The Capital Improvement Committee heard a detailed update on airport capital needs Thursday, with airport staff saying runway and taxiway rehabilitation are now urgent and that some projects must wait on a navigation-easement process and federal approvals.
The airport manager, John (airport manager), told the committee the pavement on Runways 5 and 23 has deteriorated and that “we were incredibly concerned that we were gonna have to shut that runway down this winter.” He said the FAA recently cleared the city to bid rehabilitation work, and bid openings for the crosswind runway and lighting were scheduled the day of the meeting.
The discussion centered on three related constraints: the life cycle of existing pavements, timing of FAA and state Bureau of Aeronautics (BOA) funding, and a requirement to clear approach obstructions through a navigation easement before major runway projects can proceed. Carl Kemper of Becker Hoppe, the airport engineering firm, told the committee that BOA/FAA policy now often requires the airport sponsor to fund initial design at a 50/50 or 80/20 split and that those sponsor shares are later largely reimbursed. “We’ve accounted for a 50/50 as kind of a worst-case scenario for design,” Kemper said.
To bridge delays caused by the easement process, airport staff proposed participating in a state seal-coat program to extend pavement life while trees and other obstructions are removed or easements are obtained. John said the airport had planned pavement projects for 2026–27 but that the navigation-easement requirement will likely push some runway rehabilitation later.
Other projects discussed included phased east hangar development (Phase 2 would extend the taxiway and add private hangars), perimeter road construction outside the airport fence to improve crash/rescue access, runway and taxiway lighting replacement and pavement maintenance, and painting and maintenance of city-owned T-hangar buildings (the only project listed as 100% locally funded). John said most capital projects have historically been funded primarily by FAA and BOA grants—often 95/5 or 80/20 splits—and that airports rely on those reimbursements to keep local costs low.
Committee members asked for budget clarifications. Ald. Rasmussen asked whether the navigation-easement and interim slurry-seal request for 2026 amounted to roughly $700,000 in total and confirmed the city’s rankable/design share was only a small fraction of that amount. Staff confirmed a $40,000 design line for a future runway project but noted that is design-phase funding only and construction is planned for later years.
The airport manager and engineering consultant emphasized that without the navigation easement, the runway rehabilitation cannot move forward. The committee did not take formal action on any of the airport items; the meeting was a presentation and fact-finding step in the city’s five‑year capital process.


» Work task: Search the listing for the word "COSTS" and copy every line where it turns up.

══ Data ══

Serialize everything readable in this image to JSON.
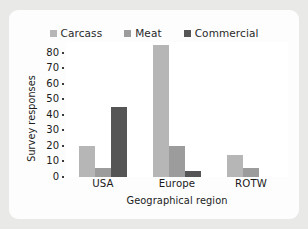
{
  "figure": {
    "background_color": "#e9e9e7",
    "card_color": "#fdfdfd"
  },
  "chart_data": {
    "type": "bar",
    "title": "",
    "subtitle": "",
    "xlabel": "Geographical region",
    "ylabel": "Survey responses",
    "categories": [
      "USA",
      "Europe",
      "ROTW"
    ],
    "series": [
      {
        "name": "Carcass",
        "color": "#b6b6b6",
        "values": [
          20,
          85,
          14
        ]
      },
      {
        "name": "Meat",
        "color": "#9c9c9c",
        "values": [
          6,
          20,
          6
        ]
      },
      {
        "name": "Commercial",
        "color": "#555555",
        "values": [
          45,
          4,
          0
        ]
      }
    ],
    "ylim": [
      0,
      87
    ],
    "yticks": [
      0,
      10,
      20,
      30,
      40,
      50,
      60,
      70,
      80
    ],
    "ytick_labels": [
      "0",
      "10",
      "20",
      "30",
      "40",
      "50",
      "60",
      "70",
      "80"
    ],
    "grid": false,
    "legend_position": "top",
    "bar_group_gap": 0.34,
    "note_top_clipped_series": "Carcass/Europe extends to the top edge of the axes"
  }
}
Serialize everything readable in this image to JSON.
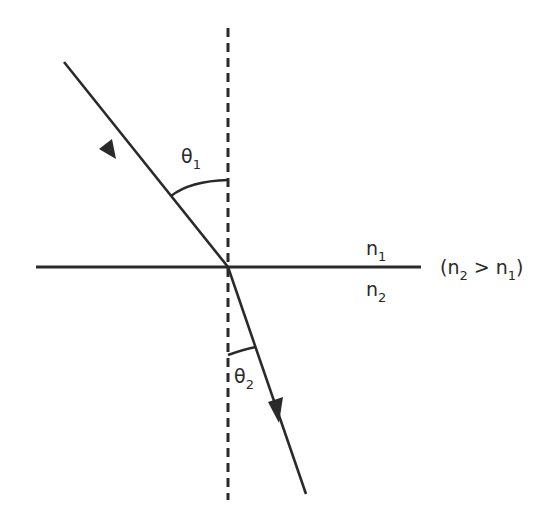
{
  "diagram": {
    "type": "refraction-of-light",
    "colors": {
      "background": "#ffffff",
      "stroke": "#2a2a2a"
    },
    "normal_line": {
      "x": 228,
      "y1": 28,
      "y2": 500,
      "style": "dashed"
    },
    "interface_line": {
      "x1": 36,
      "x2": 421,
      "y": 267
    },
    "incident_ray": {
      "x1": 64,
      "y1": 62,
      "x2": 228,
      "y2": 267,
      "arrow_at": [
        105,
        145
      ]
    },
    "refracted_ray": {
      "x1": 228,
      "y1": 267,
      "x2": 306,
      "y2": 494,
      "arrow_at": [
        275,
        420
      ]
    },
    "labels": {
      "theta1": {
        "symbol": "θ",
        "subscript": "1",
        "x": 181,
        "y": 163
      },
      "theta2": {
        "symbol": "θ",
        "subscript": "2",
        "x": 234,
        "y": 383
      },
      "n1": {
        "symbol": "n",
        "subscript": "1",
        "x": 366,
        "y": 255
      },
      "n2": {
        "symbol": "n",
        "subscript": "2",
        "x": 366,
        "y": 296
      },
      "condition": {
        "open": "(n",
        "sub_a": "2",
        "mid": " > n",
        "sub_b": "1",
        "close": ")",
        "x": 440,
        "y": 274
      }
    }
  }
}
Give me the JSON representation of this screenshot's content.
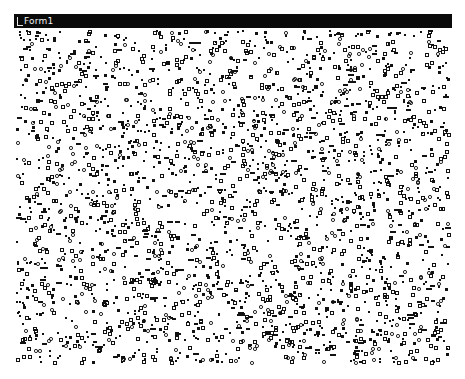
{
  "window": {
    "title": "Form1",
    "icon": "window-system-menu-icon"
  },
  "colors": {
    "titlebar_bg": "#0a0a0a",
    "titlebar_text": "#f2f2f2",
    "client_bg": "#ffffff",
    "dot": "#111111"
  },
  "canvas": {
    "width": 438,
    "height": 338,
    "description": "Random scatter of small black filled squares and hollow squares/circles",
    "dot_count": 2600,
    "seed": 1337,
    "shapes": [
      "filled-square",
      "hollow-square",
      "hollow-circle",
      "dash"
    ]
  }
}
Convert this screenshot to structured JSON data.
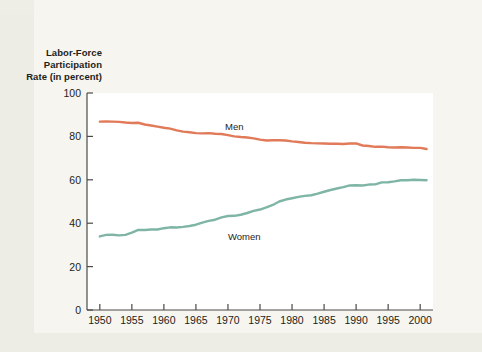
{
  "figure": {
    "background_color": "#eeede5",
    "plot_background_color": "#ffffff",
    "panel_color": "#f6f5ef"
  },
  "chart_data": {
    "type": "line",
    "title": "Labor-Force Participation Rate (in percent)",
    "title_lines": [
      "Labor-Force",
      "Participation",
      "Rate (in percent)"
    ],
    "xlabel": "",
    "ylabel": "Labor-Force Participation Rate (in percent)",
    "xlim": [
      1948,
      2002
    ],
    "ylim": [
      0,
      100
    ],
    "grid": false,
    "legend_position": "inline-annotations",
    "yticks": [
      0,
      20,
      40,
      60,
      80,
      100
    ],
    "ytick_labels": [
      "0",
      "20",
      "40",
      "60",
      "80",
      "100"
    ],
    "xticks": [
      1950,
      1955,
      1960,
      1965,
      1970,
      1975,
      1980,
      1985,
      1990,
      1995,
      2000
    ],
    "xtick_labels": [
      "1950",
      "1955",
      "1960",
      "1965",
      "1970",
      "1975",
      "1980",
      "1985",
      "1990",
      "1995",
      "2000"
    ],
    "series": [
      {
        "name": "Men",
        "color": "#e07a58",
        "label_text": "Men",
        "x": [
          1950,
          1951,
          1952,
          1953,
          1954,
          1955,
          1956,
          1957,
          1958,
          1959,
          1960,
          1961,
          1962,
          1963,
          1964,
          1965,
          1966,
          1967,
          1968,
          1969,
          1970,
          1971,
          1972,
          1973,
          1974,
          1975,
          1976,
          1977,
          1978,
          1979,
          1980,
          1981,
          1982,
          1983,
          1984,
          1985,
          1986,
          1987,
          1988,
          1989,
          1990,
          1991,
          1992,
          1993,
          1994,
          1995,
          1996,
          1997,
          1998,
          1999,
          2000,
          2001
        ],
        "values": [
          86.8,
          86.9,
          86.8,
          86.7,
          86.4,
          86.2,
          86.3,
          85.5,
          85.0,
          84.5,
          84.0,
          83.6,
          82.8,
          82.2,
          81.9,
          81.5,
          81.4,
          81.5,
          81.2,
          81.1,
          80.6,
          80.0,
          79.7,
          79.5,
          79.1,
          78.5,
          78.1,
          78.2,
          78.2,
          78.1,
          77.7,
          77.4,
          77.1,
          76.9,
          76.8,
          76.7,
          76.6,
          76.6,
          76.5,
          76.7,
          76.8,
          75.8,
          75.6,
          75.2,
          75.3,
          75.0,
          74.9,
          75.0,
          74.9,
          74.7,
          74.7,
          74.2
        ]
      },
      {
        "name": "Women",
        "color": "#7fb5a6",
        "label_text": "Women",
        "x": [
          1950,
          1951,
          1952,
          1953,
          1954,
          1955,
          1956,
          1957,
          1958,
          1959,
          1960,
          1961,
          1962,
          1963,
          1964,
          1965,
          1966,
          1967,
          1968,
          1969,
          1970,
          1971,
          1972,
          1973,
          1974,
          1975,
          1976,
          1977,
          1978,
          1979,
          1980,
          1981,
          1982,
          1983,
          1984,
          1985,
          1986,
          1987,
          1988,
          1989,
          1990,
          1991,
          1992,
          1993,
          1994,
          1995,
          1996,
          1997,
          1998,
          1999,
          2000,
          2001
        ],
        "values": [
          33.9,
          34.6,
          34.7,
          34.4,
          34.6,
          35.7,
          36.9,
          36.9,
          37.1,
          37.1,
          37.7,
          38.1,
          38.0,
          38.3,
          38.7,
          39.3,
          40.3,
          41.1,
          41.6,
          42.7,
          43.3,
          43.4,
          43.9,
          44.7,
          45.7,
          46.3,
          47.3,
          48.4,
          50.0,
          50.9,
          51.5,
          52.1,
          52.6,
          52.9,
          53.6,
          54.5,
          55.3,
          56.0,
          56.6,
          57.4,
          57.5,
          57.4,
          57.8,
          57.9,
          58.8,
          58.9,
          59.3,
          59.8,
          59.8,
          60.0,
          59.9,
          59.8
        ]
      }
    ]
  }
}
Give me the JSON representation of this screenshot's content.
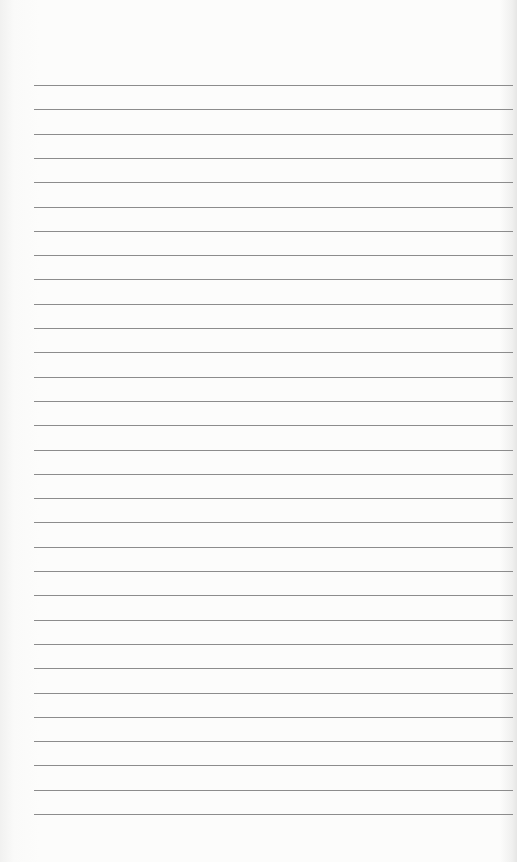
{
  "page": {
    "type": "lined-paper",
    "line_count": 31,
    "first_line_y": 85,
    "line_spacing": 24.3,
    "line_left": 34,
    "line_right": 513,
    "line_color": "#8c8c8c",
    "paper_color": "#fbfbfa"
  }
}
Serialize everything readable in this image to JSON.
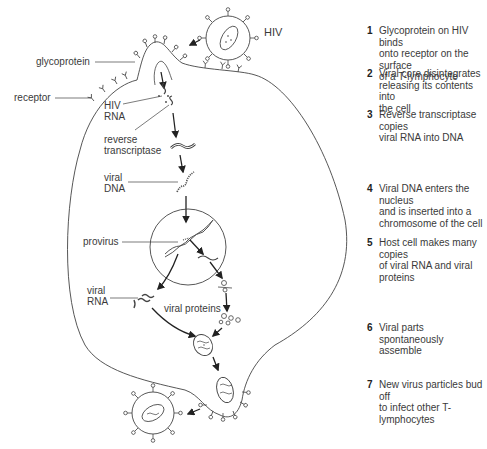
{
  "labels": {
    "hiv": "HIV",
    "glycoprotein": "glycoprotein",
    "receptor": "receptor",
    "hiv_rna": "HIV\nRNA",
    "reverse_transcriptase": "reverse\ntranscriptase",
    "viral_dna": "viral\nDNA",
    "provirus": "provirus",
    "viral_rna": "viral\nRNA",
    "viral_proteins": "viral proteins"
  },
  "steps": [
    {
      "num": "1",
      "text": "Glycoprotein on HIV binds\nonto receptor on the surface\nof a T-lymphocyte"
    },
    {
      "num": "2",
      "text": "Viral core disintegrates\nreleasing its contents into\nthe cell"
    },
    {
      "num": "3",
      "text": "Reverse transcriptase copies\nviral RNA into DNA"
    },
    {
      "num": "4",
      "text": "Viral DNA enters the nucleus\nand is inserted into a\nchromosome of the cell"
    },
    {
      "num": "5",
      "text": "Host cell makes many copies\nof viral RNA and viral proteins"
    },
    {
      "num": "6",
      "text": "Viral parts spontaneously\nassemble"
    },
    {
      "num": "7",
      "text": "New virus particles bud off\nto infect other T-lymphocytes"
    }
  ],
  "colors": {
    "line": "#444444",
    "text": "#3a3a3a",
    "background": "#ffffff"
  }
}
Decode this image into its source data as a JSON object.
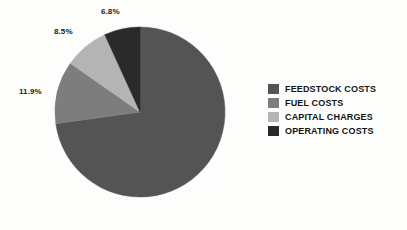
{
  "chart_data": {
    "type": "pie",
    "title": "",
    "categories": [
      "FEEDSTOCK COSTS",
      "FUEL COSTS",
      "CAPITAL CHARGES",
      "OPERATING COSTS"
    ],
    "values": [
      72.8,
      11.9,
      8.5,
      6.8
    ],
    "value_labels": [
      "72.8%",
      "11.9%",
      "8.5%",
      "6.8%"
    ],
    "colors": [
      "#545454",
      "#7d7d7d",
      "#b4b4b4",
      "#2a2a2a"
    ],
    "units": "percent",
    "start_angle_deg": 0,
    "direction": "clockwise",
    "legend_position": "right",
    "grid": false,
    "label_placement": [
      "inside",
      "outside",
      "outside",
      "outside"
    ]
  },
  "legend": {
    "items": [
      {
        "label": "FEEDSTOCK COSTS",
        "color": "#545454"
      },
      {
        "label": "FUEL COSTS",
        "color": "#7d7d7d"
      },
      {
        "label": "CAPITAL CHARGES",
        "color": "#b4b4b4"
      },
      {
        "label": "OPERATING COSTS",
        "color": "#2a2a2a"
      }
    ]
  },
  "labels": {
    "feedstock": "72.8%",
    "fuel": "11.9%",
    "capital": "8.5%",
    "operating": "6.8%"
  }
}
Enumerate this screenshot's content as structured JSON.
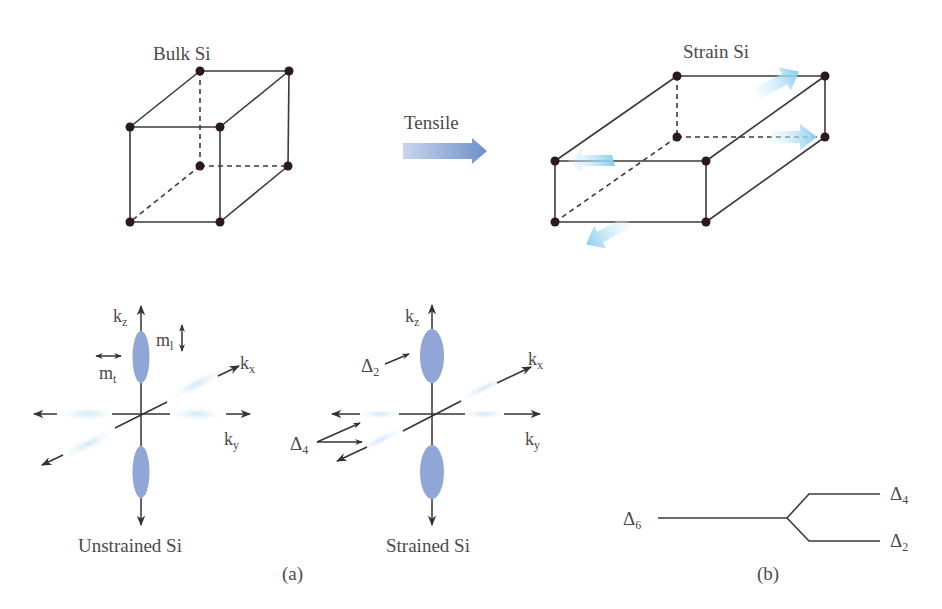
{
  "figure": {
    "top": {
      "bulk": {
        "title": "Bulk Si"
      },
      "strained": {
        "title": "Strain Si"
      },
      "arrow": {
        "label": "Tensile"
      }
    },
    "panel_a": {
      "caption": "(a)",
      "unstrained": {
        "caption": "Unstrained Si",
        "kz": "k",
        "kz_sub": "z",
        "kx": "k",
        "kx_sub": "x",
        "ky": "k",
        "ky_sub": "y",
        "ml": "m",
        "ml_sub": "l",
        "mt": "m",
        "mt_sub": "t"
      },
      "strained": {
        "caption": "Strained Si",
        "kz": "k",
        "kz_sub": "z",
        "kx": "k",
        "kx_sub": "x",
        "ky": "k",
        "ky_sub": "y",
        "delta2": "Δ",
        "delta2_sub": "2",
        "delta4": "Δ",
        "delta4_sub": "4"
      }
    },
    "panel_b": {
      "caption": "(b)",
      "delta6": "Δ",
      "delta6_sub": "6",
      "delta4": "Δ",
      "delta4_sub": "4",
      "delta2": "Δ",
      "delta2_sub": "2"
    },
    "colors": {
      "line": "#3a3a3a",
      "vertex": "#2a1a1a",
      "valley": "#8fa6d6",
      "strain_arrow": "#8fd0f0",
      "tensile_arrow": "#7f9fd0"
    }
  }
}
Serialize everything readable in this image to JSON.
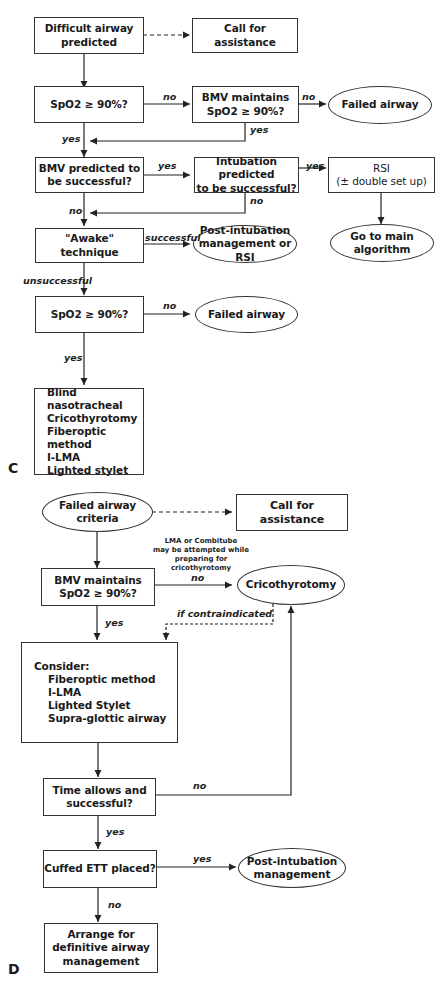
{
  "panel_c": {
    "label": "C",
    "nodes": {
      "difficult_airway": "Difficult airway\npredicted",
      "call_assist": "Call for assistance",
      "spo2_check_1": "SpO2 ≥ 90%?",
      "bmv_maintains": "BMV maintains\nSpO2 ≥ 90%?",
      "failed_airway_1": "Failed airway",
      "bmv_predicted": "BMV predicted to\nbe successful?",
      "intubation_predicted": "Intubation predicted\nto be successful?",
      "rsi": "RSI\n(± double set up)",
      "awake": "\"Awake\"\ntechnique",
      "post_intubation_rsi": "Post-intubation\nmanagement or RSI",
      "main_algorithm": "Go to main\nalgorithm",
      "spo2_check_2": "SpO2 ≥ 90%?",
      "failed_airway_2": "Failed airway",
      "options": [
        "Blind nasotracheal",
        "Cricothyrotomy",
        "Fiberoptic method",
        "I-LMA",
        "Lighted stylet"
      ]
    },
    "edges": {
      "no_1": "no",
      "no_2": "no",
      "yes_1": "yes",
      "yes_2": "yes",
      "yes_3": "yes",
      "yes_4": "yes",
      "no_3": "no",
      "no_4": "no",
      "successful": "successful",
      "unsuccessful": "unsuccessful",
      "no_5": "no",
      "yes_5": "yes"
    }
  },
  "panel_d": {
    "label": "D",
    "nodes": {
      "failed_criteria": "Failed airway\ncriteria",
      "call_assist": "Call for assistance",
      "note": "LMA or Combitube\nmay be attempted while\npreparing for cricothyrotomy",
      "bmv_maintains": "BMV maintains\nSpO2 ≥ 90%?",
      "cricothyrotomy": "Cricothyrotomy",
      "consider_title": "Consider:",
      "consider_items": [
        "Fiberoptic method",
        "I-LMA",
        "Lighted Stylet",
        "Supra-glottic airway"
      ],
      "time_allows": "Time allows and\nsuccessful?",
      "cuffed_ett": "Cuffed ETT placed?",
      "post_intubation": "Post-intubation\nmanagement",
      "arrange": "Arrange for\ndefinitive airway\nmanagement"
    },
    "edges": {
      "no_1": "no",
      "if_contraindicated": "if contraindicated",
      "yes_1": "yes",
      "no_2": "no",
      "yes_2": "yes",
      "yes_3": "yes",
      "no_3": "no"
    }
  }
}
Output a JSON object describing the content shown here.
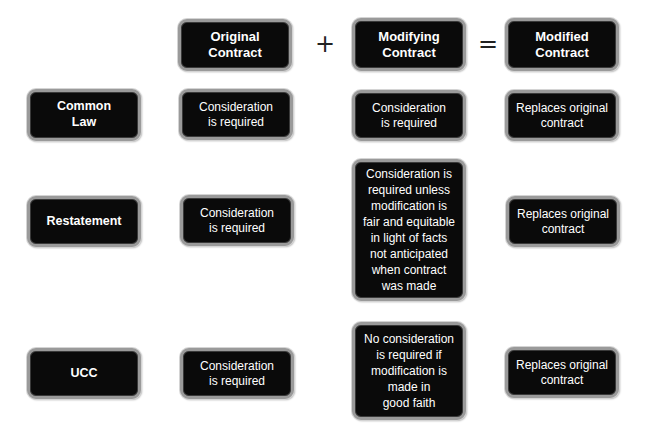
{
  "diagram": {
    "columns": [
      {
        "id": "original",
        "label": "Original\nContract"
      },
      {
        "id": "modifying",
        "label": "Modifying\nContract"
      },
      {
        "id": "modified",
        "label": "Modified\nContract"
      }
    ],
    "operators": {
      "plus": "+",
      "equals": "="
    },
    "rows": [
      {
        "label": "Common\nLaw",
        "original": "Consideration\nis required",
        "modifying": "Consideration\nis required",
        "modified": "Replaces original\ncontract"
      },
      {
        "label": "Restatement",
        "original": "Consideration\nis required",
        "modifying": "Consideration is\nrequired unless\nmodification is\nfair and equitable\nin light of facts\nnot anticipated\nwhen contract\nwas made",
        "modified": "Replaces original\ncontract"
      },
      {
        "label": "UCC",
        "original": "Consideration\nis required",
        "modifying": "No consideration\nis required if\nmodification is\nmade in\ngood faith",
        "modified": "Replaces original\ncontract"
      }
    ],
    "colors": {
      "box_fill": "#0a0a0a",
      "box_text": "#ffffff",
      "box_border": "#9a9a9a",
      "background": "#ffffff",
      "operator": "#222222"
    }
  }
}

═══

» Completed exercise:
      "FEEDSTOCK COSTS",
      "FUEL COSTS",
      "OPERATING COSTS"
        "label": "FEEDSTOCK COSTS",
        "label": "FUEL COSTS",
        "label": "OPERATING COSTS",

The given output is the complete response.